In the UK, the CMA's fashion-sector guidance, combined with new enforcement powers under the DMCC, creates a parallel regime. The FTC's Green Guides in the US, while not yet updated, are being enforced more actively, with particular attention to unqualified claims about recyclability, biodegradability, and "natural" materials.

What You Can Say (and How to Say It Well)

The regulatory tightening does not mean you cannot communicate about sustainability. It means you need to communicate differently. Here is what works:

Talk about actions, not attributes. Instead of describing your brand as sustainable (an attribute), describe what your brand is doing (an action). "We are transitioning our denim supply chain to regenerative cotton, starting with two farms in Spain. Our first capsule using this cotton launches in Autumn 2026." This is specific, verifiable, and forward-looking without being aspirational.

Use numbers. Percentages, quantities, and measurable improvements are inherently more defensible than adjectives. "We reduced packaging weight by 30% across our direct-to-consumer orders between 2024 and 2026" is a strong, auditable claim. "We are committed to reducing our packaging footprint" is not.

Name your certifications and explain what they mean. Most consumers do not know what GOTS, GRS, OEKO-TEX, or RWS stand for. A certification logo on a hangtag without explanation is a missed opportunity. "This garment is certified to the Global Organic Textile Standard (GOTS), which verifies that the cotton was grown without synthetic pesticides and processed without harmful chemicals." That is a claim and an education, and it is bulletproof.

Tell the story of your progress, not your perfection. "In 2024, we mapped 60% of our Tier 2 supply chain. By end of 2025, we reached 80%. Our target is full Tier 2 mapping by 2027." Progress narratives are compelling, honest, and much harder to challenge than absolute claims.

Separate product-level claims from brand-level claims. A product made from 100% recycled cashmere is a strong product-level claim. That does not make your brand "sustainable." Keep product claims tied to specific products and avoid extrapolating them to the brand as a whole.
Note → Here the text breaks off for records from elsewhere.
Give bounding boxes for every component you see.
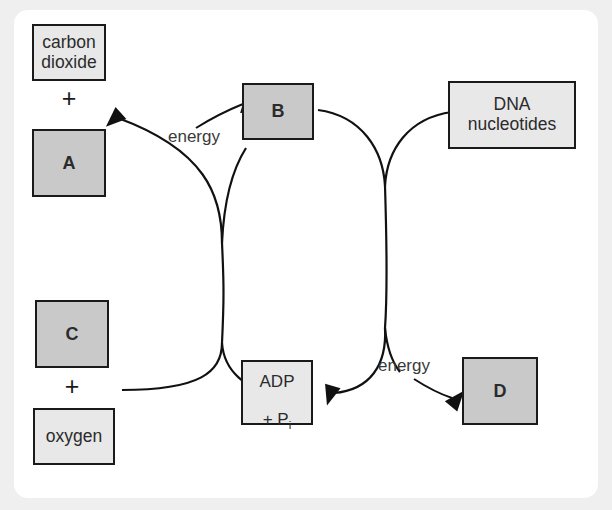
node-adp-label: ADP + Pi: [257, 352, 298, 433]
link-right-up-right: [385, 112, 452, 186]
node-oxygen[interactable]: oxygen: [33, 408, 115, 465]
energy-label-bottom: energy: [378, 356, 430, 376]
link-left-down: [122, 343, 222, 390]
node-adp-line2-prefix: + P: [263, 410, 289, 429]
node-c[interactable]: C: [35, 300, 109, 368]
node-carbon-dioxide[interactable]: carbon dioxide: [32, 24, 106, 81]
node-oxygen-label: oxygen: [43, 427, 105, 447]
arrowhead-right-down-left: [325, 382, 342, 405]
node-d-label: D: [491, 381, 510, 402]
link-energy-top: [196, 104, 243, 128]
plus-left-top: +: [32, 86, 106, 111]
node-adp-line2-subscript: i: [289, 420, 292, 432]
node-dna-nucleotides[interactable]: DNA nucleotides: [448, 81, 576, 149]
node-adp-line1: ADP: [260, 372, 295, 391]
node-carbon-dioxide-label: carbon dioxide: [38, 33, 99, 73]
node-dna-nucleotides-label: DNA nucleotides: [465, 95, 560, 135]
node-c-label: C: [63, 324, 82, 345]
link-right-up-left: [318, 110, 385, 186]
arrowhead-energy-bottom: [443, 386, 464, 412]
energy-label-top: energy: [168, 127, 220, 147]
diagram-stage: carbon dioxide + A C + oxygen B ADP + Pi…: [0, 0, 612, 510]
node-a[interactable]: A: [32, 129, 106, 197]
node-d[interactable]: D: [462, 357, 538, 425]
link-left-trunk: [222, 243, 224, 343]
node-b[interactable]: B: [242, 83, 314, 140]
node-adp[interactable]: ADP + Pi: [241, 360, 313, 425]
link-energy-bottom: [414, 379, 452, 398]
arrowhead-left-up: [106, 107, 129, 133]
link-right-trunk: [385, 186, 387, 328]
node-a-label: A: [60, 153, 79, 174]
link-left-up-right: [222, 148, 246, 243]
node-b-label: B: [269, 101, 288, 122]
plus-left-bottom: +: [35, 374, 109, 399]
Building a Claims Framework for Your Brand

The most efficient way to manage greenwashing risk is to build a simple internal claims framework. This does not need to be complicated. It needs to be consistent. A workable framework has four elements:

A claims register. A single document (a spreadsheet works fine) listing every environmental claim your brand makes, where it appears, the evidence that supports it, the date it was last verified, and who is responsible for keeping it current. This is your audit trail.

A review process. Before any sustainability claim goes live, whether on a product page, in a press release, or in a social media post, it should be reviewed against the three principles: is it specific, is it substantiated, is it honest about limitations? For most growing brands, this can be one person reviewing claims before publication. It does not require a legal team.

An approved language guide. A short internal document listing terms your brand will and will not use, with approved alternatives. For example: we do not use "sustainable" as a standalone claim. We do say "made with certified organic cotton (GOTS)" or "produced in factories audited against SA8000." This prevents well-intentioned team members from creating risk in their day-to-day work.

A regular cadence. Review your claims register quarterly. Certifications expire. Supplier relationships change. Product lines evolve. A claim that was accurate six months ago may not be accurate today.

The business case for getting this right: Substantiated claims are not just a regulatory requirement. They are a competitive advantage. Retail partners like Net-a-Porter, Selfridges, and Nordstrom are increasingly requiring verified sustainability documentation from brand partners. Having a claims framework in place means you can respond to buyer questionnaires quickly and confidently, protecting wholesale revenue and opening doors that less-prepared competitors cannot.

Need help auditing your claims?

Woodlane Advisory helps fashion brands review their sustainability communications, build claims frameworks, and prepare for the EU's September 2026 enforcement deadline. Start with a conversation.